Friday, February 13, 2009

Why do historical linguistics?

Unraveling the details of a given language family's history is painstaking, detail-oriented work - comparing hundreds or thousands of words to each other, looking through different languages' grammars, coming up with hypotheses to explain what you see and hoping the next language you look at doesn't disprove them... Why do it?

Well, for one thing, you end up showing interesting things about the history of the relevant part of the world, often things it would be hard or impossible to show any other way - that Madagascar was settled by people from Borneo, for example, or that Ijo slaves from Nigeria ended up on the Berbice River in Guyana, or that Persians and Swedes (along with a lot of other people!) ultimately both got their language from a common source. But that depends on your being interested in a particular region; why would a person working on the historical linguistics of (say) the Sahara care about the historical linguistics of New Guinea, or Alaska, or even Europe?

It's because people are pretty similar everywhere - we all have roughly the same mouths and the same brains, and as a result we all tend to make roughly the same kinds of changes. Looking at changes in the languages of Europe, and at which direction they went, turns out to give you a pretty good idea of what kind of changes to expect in New Guinea - and vice versa; wherever you go, k is much more likely to change to g than to n, and a word meaning "want" is much more likely to become a future tense marker than a word meaning "jump".

That means that all these individual small-scale studies are so many pieces fitting together to form a map of how language works. Describing a language (no mean challenge in itself) shows you one set of possibilities; typology tells you the possible states of a language; but historical linguistics relates them to one another, showing you which states are closely linked and which are not. You can't predict what will happen to a language, but you can see in advance what kind of changes are likely and what kind are unlikely.

For sounds, this map of changes - this network linking different states of a language to one another - will seem familiar; it corresponds closely to articulatory and/or auditory similarity. You can mostly account for it by knowing how different sounds are made (with the lips, the tongue, etc...) and which sounds are hardest to distinguish. The key test for a theory of syntax (as far as I'm concerned) is whether it can account similarly for the attested map of syntactic change.

7 comments:

John Cowan said...

My favorite example (thanks to Tom Shippey for it) is that English hammer and Russian kamen' 'stone' are cognate, thus giving us evidence of a Stone Age that must have existed at some time before the breakup of IE, quite independent of the archaeological evidence!

Dave said...

Interesting posting, Lameen. I'm taking a class on Linguistic Typology this semester and looking a lot at linguistic universals a la Greenburg. Actually his ideas comparing Native American languages with some of those of Central Asia and lumping them together in mega-families seem quite compelling given his evidence, although I'm still not convinced Basque should be included in this mix!

Anonymous said...

I think we want to know in what language Adam and Eva chatted. :)

Speaking of predictions, I would like to read something about your "possible case scenario" for Berber in North Africa, if you have one.

Do you think Berber will be unified, standardized, and popularized? or are the dialects going to prevail?

Do you think Latin script will rule in Berber, or is the Moroccan Tifinagh script going to steal the show?

Moubarik Belkasim
tussna@gmail.com

bulbul said...

IMHO, the only correct response to the question "Why study X?" is "Because it's there and it's fun" :)

Lameen Souag الأمين سواق said...

Bulbul: You know, on further consideration I think that's definitely the right answer. But it's also nice to persuade people who don't get it.

Moubarik: Hmm, predictions are always dangerous but I'll see if I can come up with anything...

Dave: You're covering Greenberg's megafamily stuff in a typology class? Or is this independent reading?

Mattitiahu said...

My most common 'joke' explanation I like to give for why I do historical linguistics is "to reconstruct the proto-form of the monosyllabic mantra 'Om'".

It's not a very good joke.

John Cowan said...

Matthew: Oh, better than you think. The Skt version of The Syllable is "AUM", so "OM" must reflect the au > o: shift that took place between Skt and Pali. I mean, if even the Divine Sound That Runs The Universe is subject to sound-changes, historical linguistics becomes the essential branch of theology!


=== What you should do ===
Search the listing below for the word "interactable", and copy every line in which it turns up.
Recorded information START
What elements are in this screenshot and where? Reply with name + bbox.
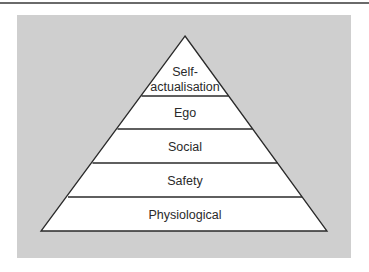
level-safety: Safety (167, 174, 203, 188)
level-social: Social (168, 140, 202, 154)
level-self-actualisation-line2: actualisation (150, 80, 220, 94)
level-ego: Ego (174, 106, 196, 120)
pyramid-diagram: Self- actualisation Ego Social Safety Ph… (0, 0, 369, 272)
level-self-actualisation-line1: Self- (172, 65, 198, 79)
level-physiological: Physiological (149, 208, 222, 222)
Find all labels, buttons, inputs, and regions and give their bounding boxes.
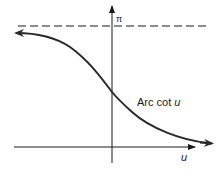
curve-label: Arc cot u <box>137 96 180 108</box>
x-axis-label: u <box>181 151 187 163</box>
curve-label-var: u <box>174 96 180 108</box>
arccot-graph: π Arc cot u u <box>0 0 224 172</box>
curve-label-func: Arc cot <box>137 96 174 108</box>
arccot-curve-right-end <box>200 143 212 144</box>
pi-label: π <box>116 14 122 24</box>
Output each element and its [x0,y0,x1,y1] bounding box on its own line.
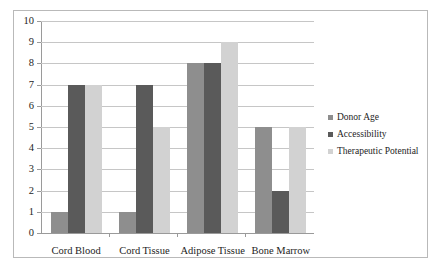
x-axis-tick-mark [177,233,178,237]
plot-area: 109876543210 [41,21,314,233]
bar [204,63,221,233]
y-axis-tick-label: 0 [29,228,34,239]
bar [136,85,153,233]
bar [85,85,102,233]
y-axis-tick-mark [37,63,41,64]
legend-item-label: Donor Age [337,113,379,123]
bar-groups [42,21,314,233]
x-axis-category-label: Cord Tissue [110,245,178,256]
y-axis-tick-label: 1 [29,207,34,218]
bar-group [178,21,246,233]
bar [119,212,136,233]
bar [187,63,204,233]
bar [289,127,306,233]
x-axis-category-label: Adipose Tissue [179,245,247,256]
bar [153,127,170,233]
legend-swatch-icon [328,149,333,154]
y-axis-tick-label: 8 [29,58,34,69]
legend-item[interactable]: Donor Age [328,110,427,125]
y-axis-tick-label: 3 [29,164,34,175]
y-axis-tick-mark [37,127,41,128]
y-axis-tick-mark [37,169,41,170]
bar [68,85,85,233]
x-axis-category-label: Cord Blood [42,245,110,256]
chart-frame: 109876543210 Cord BloodCord TissueAdipos… [13,10,428,258]
x-axis-tick-mark [245,233,246,237]
bar-group [110,21,178,233]
bar [255,127,272,233]
legend-item-label: Accessibility [337,130,387,140]
y-axis-tick-label: 5 [29,122,34,133]
y-axis-tick-mark [37,21,41,22]
bar-group [246,21,314,233]
y-axis-tick-label: 2 [29,185,34,196]
y-axis-tick-mark [37,212,41,213]
y-axis-tick-mark [37,85,41,86]
y-axis-tick-mark [37,191,41,192]
y-axis-tick-label: 10 [24,16,35,27]
legend-item-label: Therapeutic Potential [337,147,419,157]
y-axis-tick-label: 9 [29,37,34,48]
legend-swatch-icon [328,132,333,137]
x-axis-tick-mark [109,233,110,237]
bar [272,191,289,233]
bar [51,212,68,233]
y-axis-tick-label: 4 [29,143,34,154]
y-axis-tick-label: 7 [29,79,34,90]
legend-item[interactable]: Therapeutic Potential [328,144,427,159]
y-axis-tick-mark [37,106,41,107]
legend-item[interactable]: Accessibility [328,127,427,142]
x-axis-category-label: Bone Marrow [247,245,315,256]
y-axis-tick-mark [37,148,41,149]
y-axis-tick-label: 6 [29,101,34,112]
chart-legend: Donor AgeAccessibilityTherapeutic Potent… [328,110,427,161]
bar [221,42,238,233]
bar-group [42,21,110,233]
y-axis-tick-mark [37,42,41,43]
y-axis-tick-mark [37,233,41,234]
legend-swatch-icon [328,115,333,120]
x-axis-labels: Cord BloodCord TissueAdipose TissueBone … [42,245,315,256]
Recorded information END
=== Task answer ===
legend-item[interactable]: Donor Age [328,110,427,125]
legend-item[interactable]: Therapeutic Potential [328,144,427,159]
legend-item[interactable]: Accessibility [328,127,427,142]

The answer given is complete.